During the decade or so following the publication of the first edition of The Lusiads, three more Spanish translations appeared (two in 1580, one in 1591). Perhaps when Portugal lost its sovereignty to Spain in 1580, political reasons prompted the publication of the early Spanish translations. After all, the story of Portugal, told so eloquently by Camões in Portuguese, should also be available in Spanish. Phillip II of Spain had just doubled his empire, annexing to it the vast possessions that Portugal had acquired largely due to da Gama’s voyage. Perhaps these first extramural translations appeared just because The Lusiads was a great epic poem that needed to be known in other tongues. With equal logic, political motivation may be read into the many editions printed in Portuguese during the seventeenth century, some in anticipation of the restoration of Portuguese sovereignty in 1640, some in celebration of it. The poem’s impact was great too. In the wake of Camões’s masterwork, more than 50 distinct epic poems appeared in Portuguese from the end of the sixteenth century to the middle of the nineteenth century. One of the poems that helped Almeida Garrett inaugurate the Romantic movement in Portugal was entitled, fittingly, “Camões.” The Portuguese romantics loved the story of Ines de Castro—cruelly murdered by King Afonso IV, the father of her lover—so passionately told by Camões in Canto 3.

In 1974, as the socialist revolution that toppled 40 years of dictatorship claimed victory in Portugal, Camões and his epic were threatened by radical students who saw in his work a quintessential capitalism that they considered antithetical to their cause. But the Portuguese love and appreciation for its national poet survived the momentary ideological crisis and the bard is still required reading in the curriculum.

Outside the Iberian peninsula, The Lusiads would be translated into almost every western European language, experiencing an ever-growing popularity in the eighteenth and nineteenth centuries. England’s William Wordsworth had praise for the poet. His correspondence suggests that he knew The Lusiads through a 1776 translation by William Julius Mickles. Brian Head traced Ca-monian influence in Melville’s prose and poetry, where he found allusions to the Isle of Love, Adamastor, and storms at sea. Head quotes the character Jack Chase in Melville’s novel White Jacket “Camoens! White-Jacket, Camoens! Did you ever read him? The Lusiad, I mean? It’s the man-of-war epic of the world, my lad. Give me Gama for a Commodore, say I—Noble Gama!” (Melville in Head, p. 47).

—Christopher C. Lund

For More Information

Belchior, Maria de Lourdes, and Enrique Martínez-López, eds. Camoniana Californiana.
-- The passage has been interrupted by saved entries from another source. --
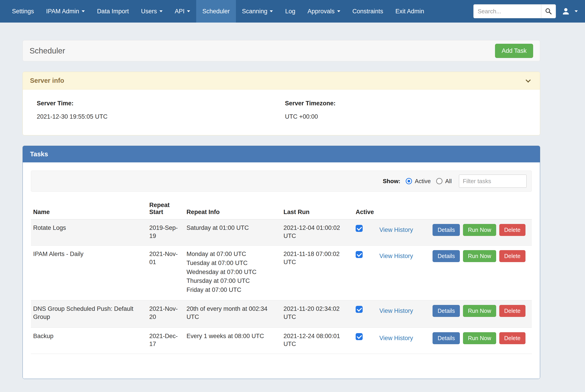  Describe the element at coordinates (89, 273) in the screenshot. I see `task-name-cell: IPAM Alerts - Daily` at that location.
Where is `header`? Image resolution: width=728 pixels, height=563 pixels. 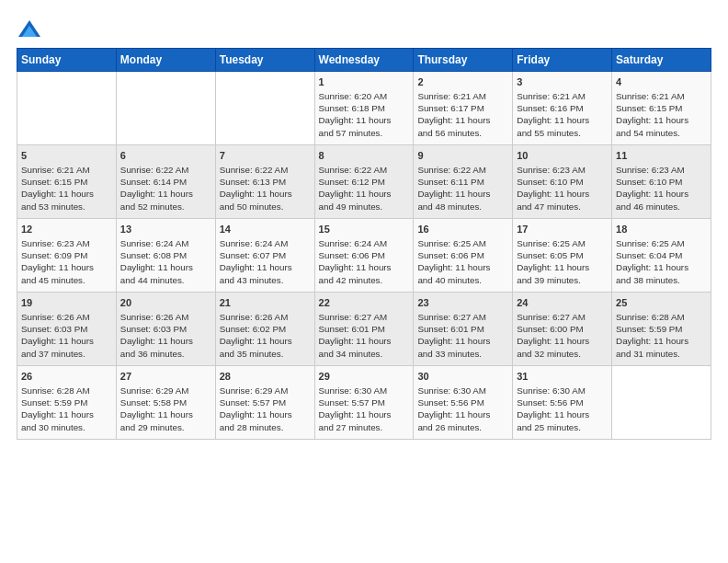 header is located at coordinates (364, 29).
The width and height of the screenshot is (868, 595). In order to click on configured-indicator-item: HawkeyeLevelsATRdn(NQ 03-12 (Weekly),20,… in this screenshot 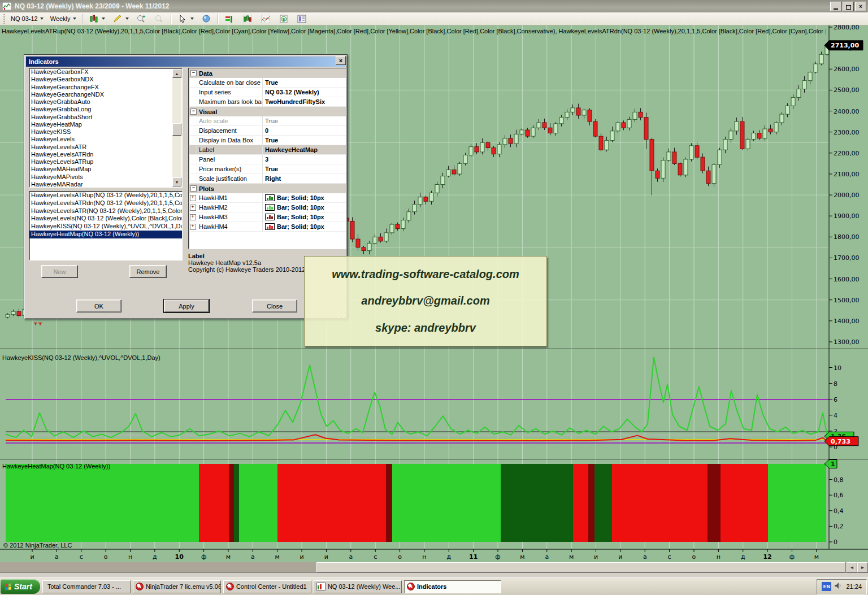, I will do `click(106, 203)`.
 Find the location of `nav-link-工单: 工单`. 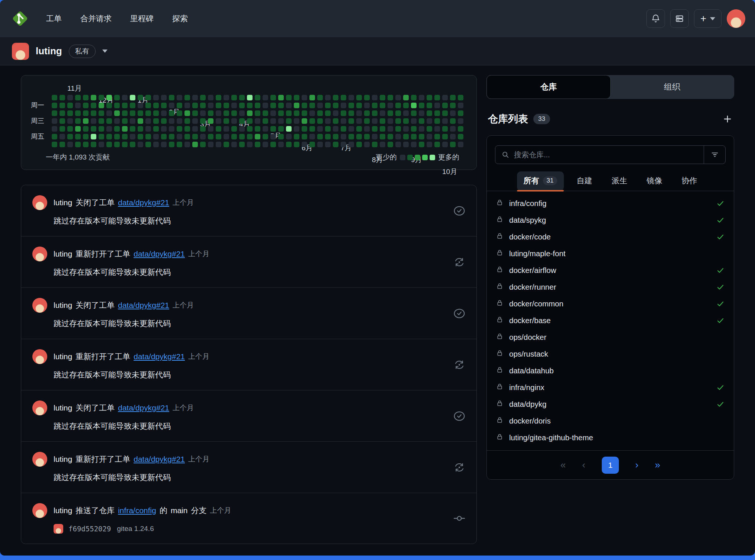

nav-link-工单: 工单 is located at coordinates (54, 19).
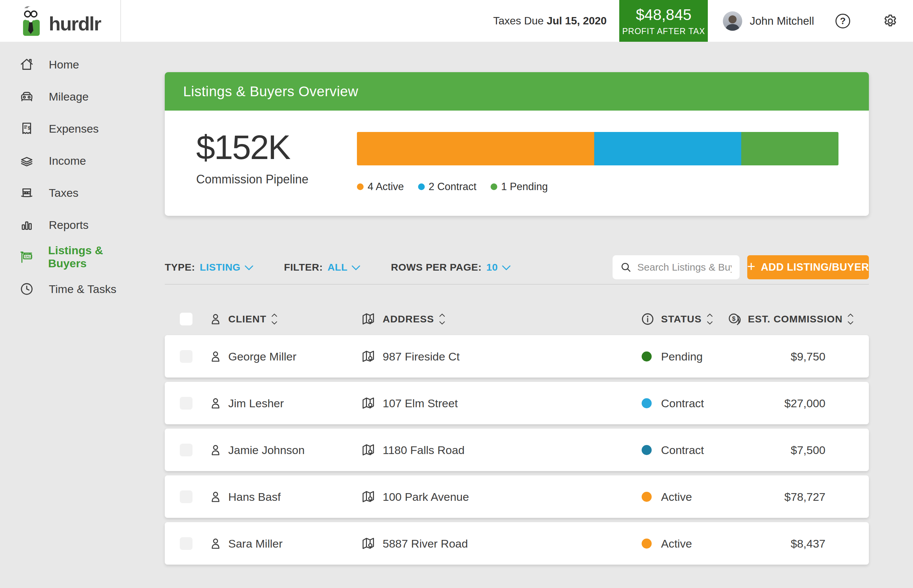 Image resolution: width=913 pixels, height=588 pixels. I want to click on commission-amount: $78,727, so click(805, 497).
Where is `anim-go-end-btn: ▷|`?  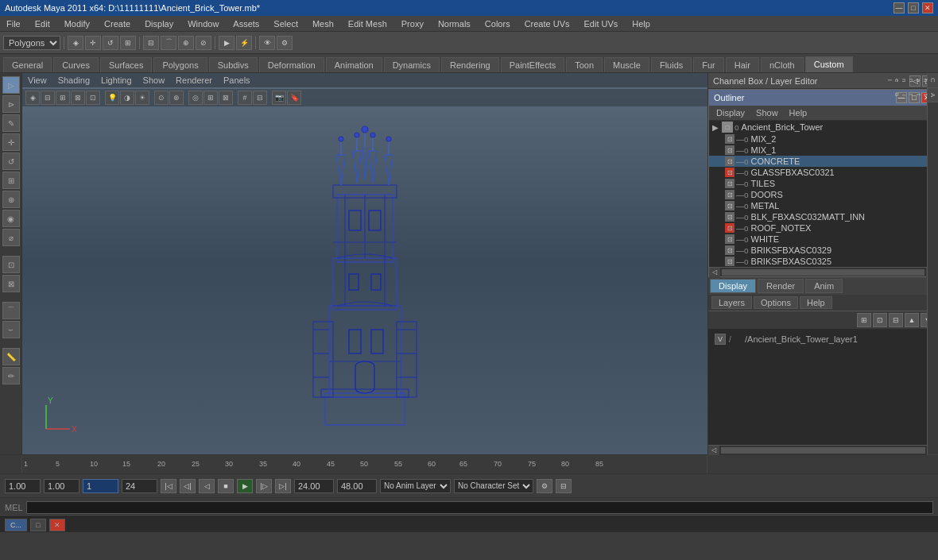 anim-go-end-btn: ▷| is located at coordinates (283, 486).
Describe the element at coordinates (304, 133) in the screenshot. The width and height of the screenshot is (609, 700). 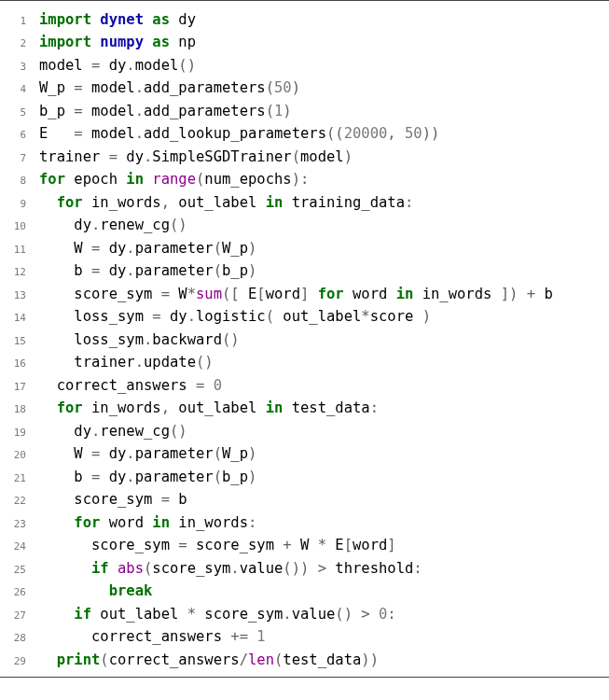
I see `code-line: 6E = model.add_lookup_parameters((20000,…` at that location.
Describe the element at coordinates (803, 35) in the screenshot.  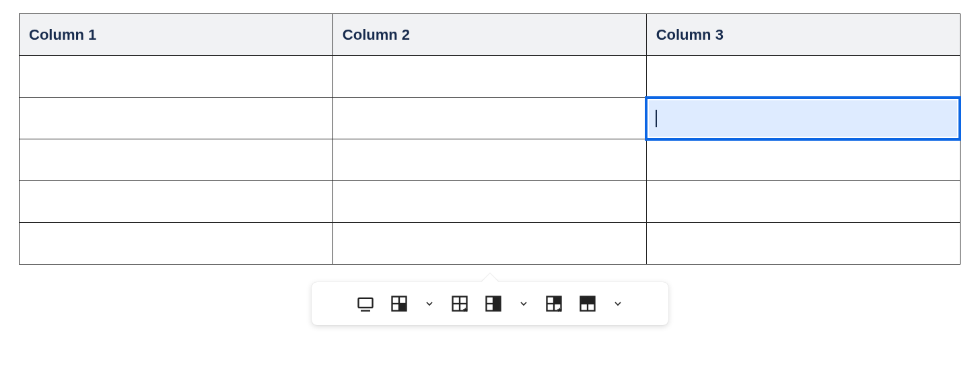
I see `column-header-3: Column 3` at that location.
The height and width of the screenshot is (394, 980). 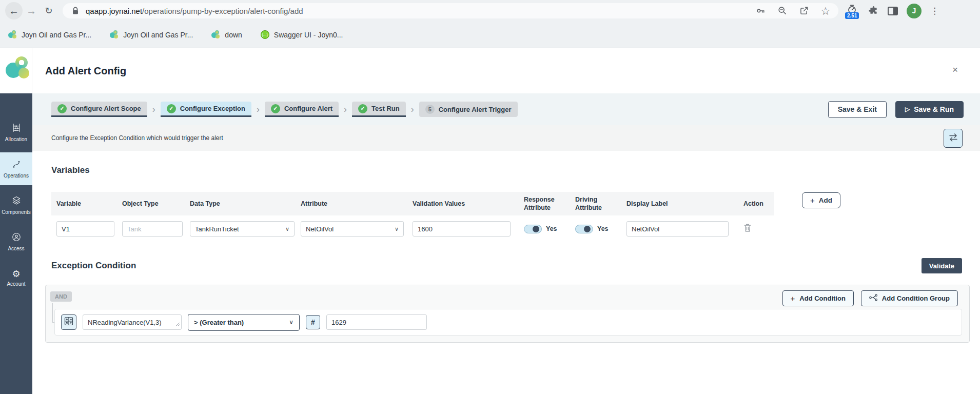 I want to click on variable-input, so click(x=85, y=229).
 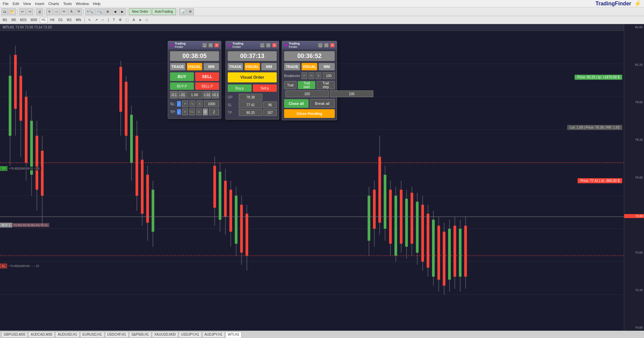 I want to click on toolbar-zoomout-btn: -🔍, so click(x=99, y=12).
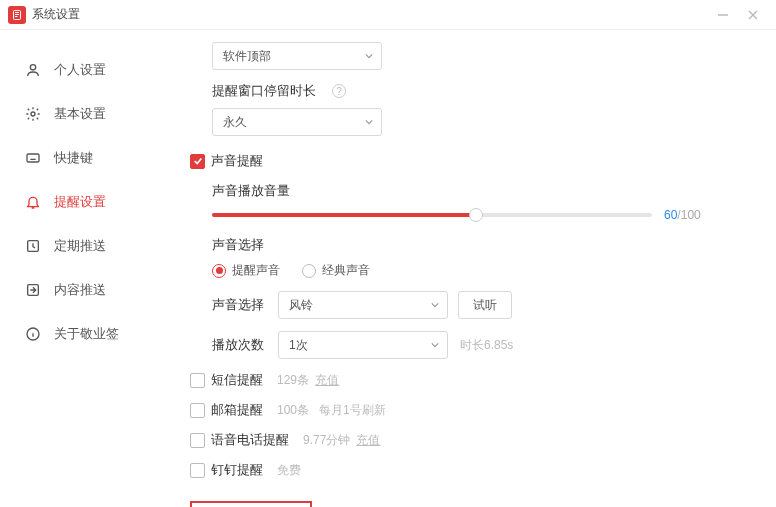 The width and height of the screenshot is (776, 507). What do you see at coordinates (247, 56) in the screenshot?
I see `select-value: 软件顶部` at bounding box center [247, 56].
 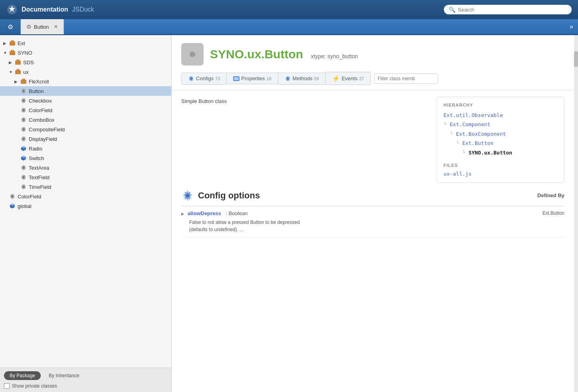 What do you see at coordinates (457, 174) in the screenshot?
I see `file-link-0: ux-all.js` at bounding box center [457, 174].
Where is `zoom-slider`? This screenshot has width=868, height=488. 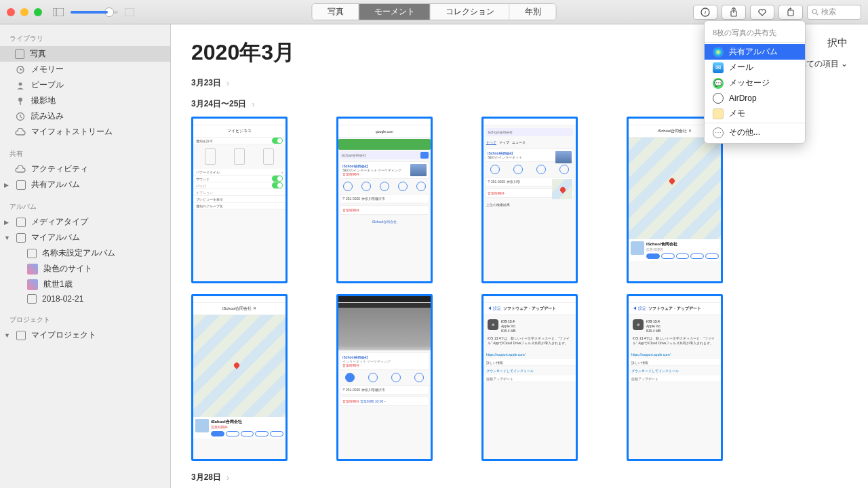 zoom-slider is located at coordinates (94, 12).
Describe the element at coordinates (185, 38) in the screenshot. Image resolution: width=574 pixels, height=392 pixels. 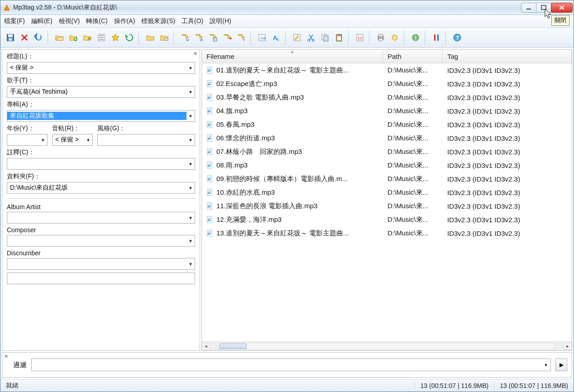
I see `tag-to-file-icon` at that location.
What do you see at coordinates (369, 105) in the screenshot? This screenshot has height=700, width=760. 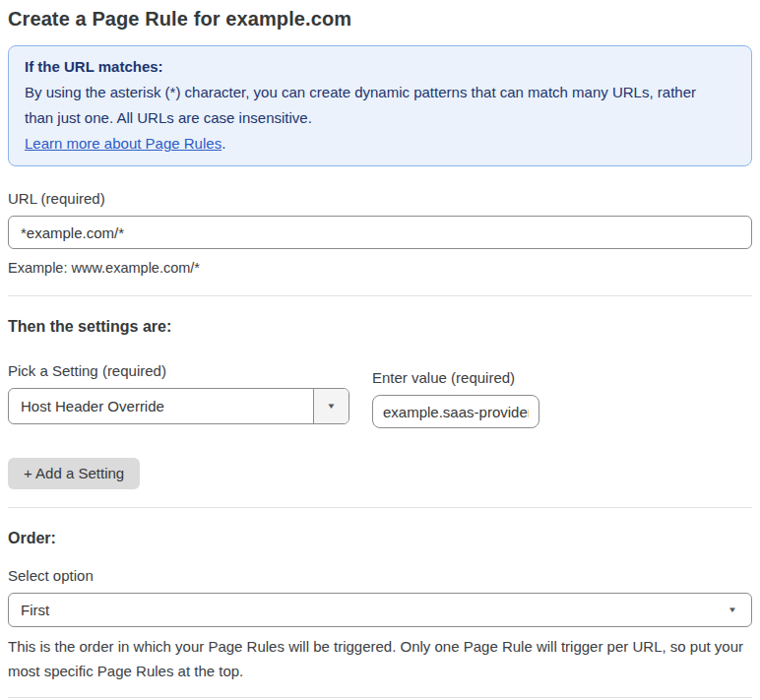 I see `info-box-body: By using the asterisk (*) character, you…` at bounding box center [369, 105].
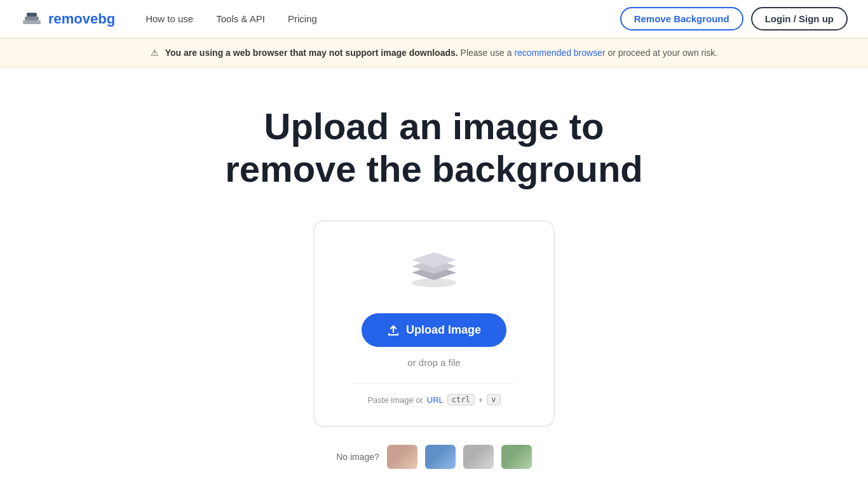  I want to click on nav-pricing: Pricing, so click(302, 19).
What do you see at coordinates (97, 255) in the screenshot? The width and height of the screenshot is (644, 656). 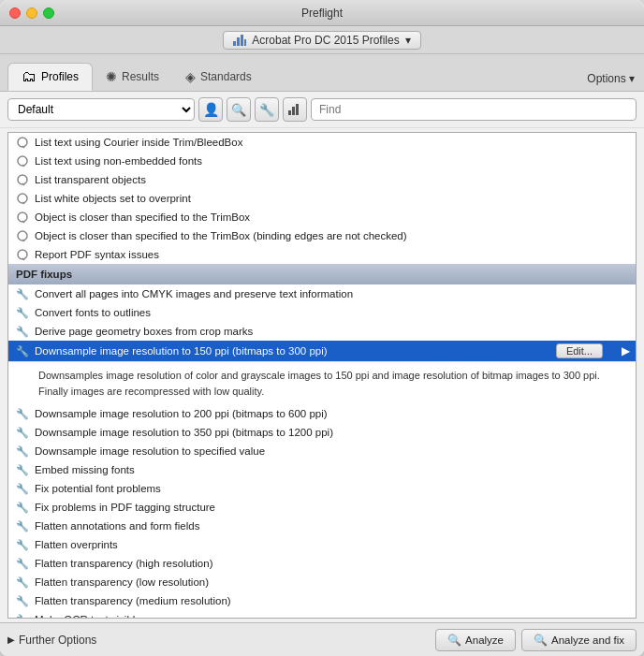 I see `item-text: Report PDF syntax issues` at bounding box center [97, 255].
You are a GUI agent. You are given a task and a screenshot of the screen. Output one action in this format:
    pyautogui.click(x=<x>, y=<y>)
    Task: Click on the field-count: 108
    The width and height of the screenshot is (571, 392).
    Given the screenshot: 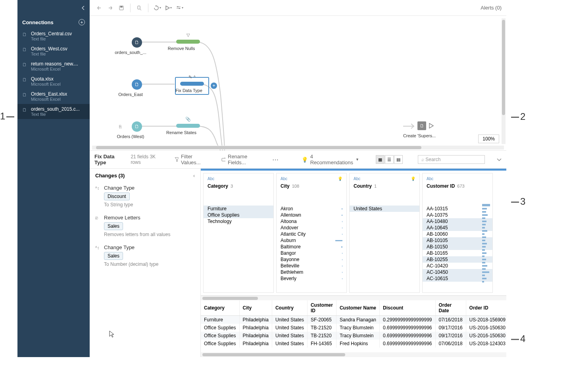 What is the action you would take?
    pyautogui.click(x=296, y=186)
    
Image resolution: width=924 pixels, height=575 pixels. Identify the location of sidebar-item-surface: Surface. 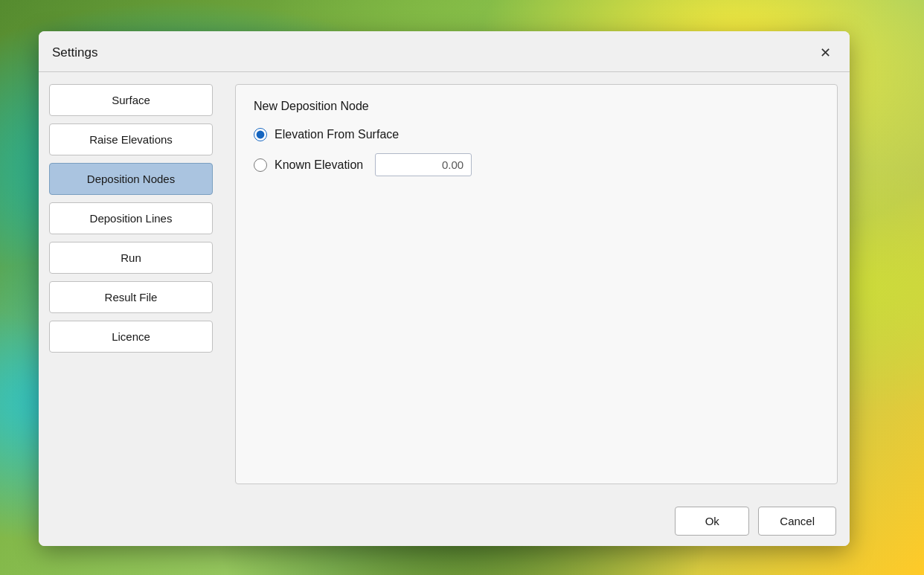
(131, 100).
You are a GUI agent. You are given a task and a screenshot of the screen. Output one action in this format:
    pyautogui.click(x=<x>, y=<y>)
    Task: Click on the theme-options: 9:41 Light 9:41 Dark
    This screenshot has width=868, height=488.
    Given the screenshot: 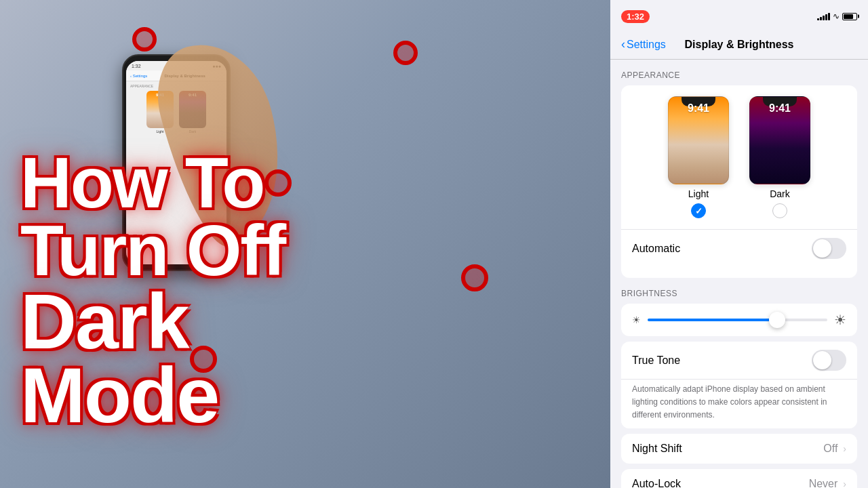 What is the action you would take?
    pyautogui.click(x=739, y=157)
    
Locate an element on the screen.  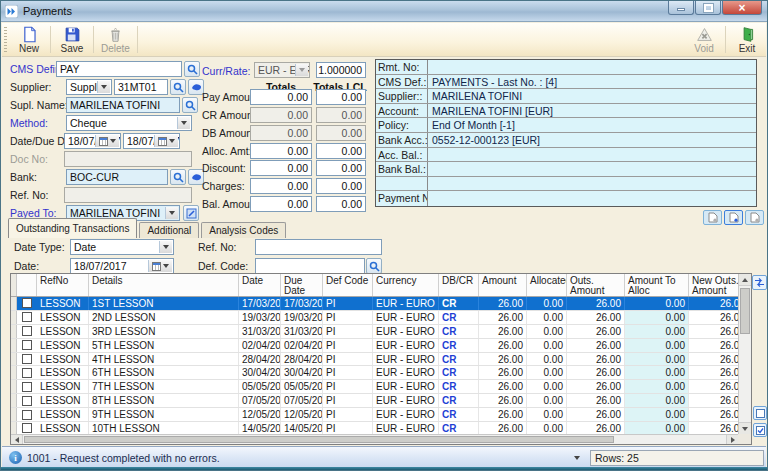
maximize-button is located at coordinates (708, 8).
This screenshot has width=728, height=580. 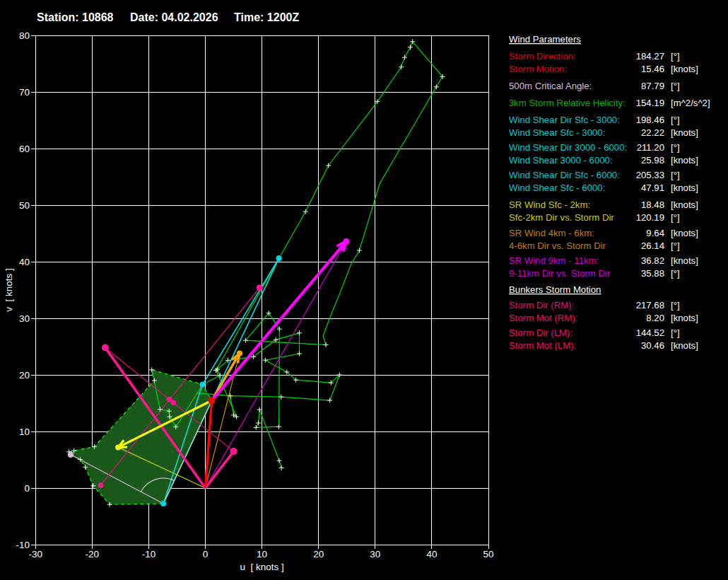 I want to click on svg-text: 120.19, so click(x=650, y=218).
Santa Barbara: Jorge de Sena Center for Portuguese Studies, University of California, Santa Barbara, 1985.

Bowra, Cecil Maurice. From Virgil to Milton. New York: St. Martin’s Press, 1972.

Camões, Luís Vaz de. The Lusiads. Trans. Landeg White. Oxford: Oxford University Press, 1997.

Faria e Sousa, Manuel de. Information en favor de Manuel de Faria i Sousa sobre la acusacion que se hizo en el Tribunal del santo oficio de Lisboa, a los comentarios que escrivio a las Lusiadas del poeta Luís de Camoens. [Madrid?: privately printed, 1640?].

Hart, Henry Hersch. Luís de Camoens and the Epic of the Lusiads. Norman: University of Oklahoma Press, 1962.

Head, Brian. “Camões and Melville.” Revista Camoniana I (1964): 36-77.

Jayne, K. G. Wasco da Gama and His Successors 1460-1580. London: Methuen & Co., 1910.

Lund, Christopher C, ed. Anedotas Portuguesas. Coimbra: Livraria Almedina, 1980.

Prestage, Edgar. The Portuguese Pioneers. New York: Barnes and Noble, 1967.

Ravenstein, E. G., trans. Wasco da Gama’s First Voyage. In Portuguese Voyages 1498-1663. Ed. Charles David Ley. London: J. M. Dent & Sons, 1947.

Resende, Garcia de. Cronica de dom João II e Mis-celdnea. Lisboa: Imprensa Nacional-Casa da Moeda, 1973.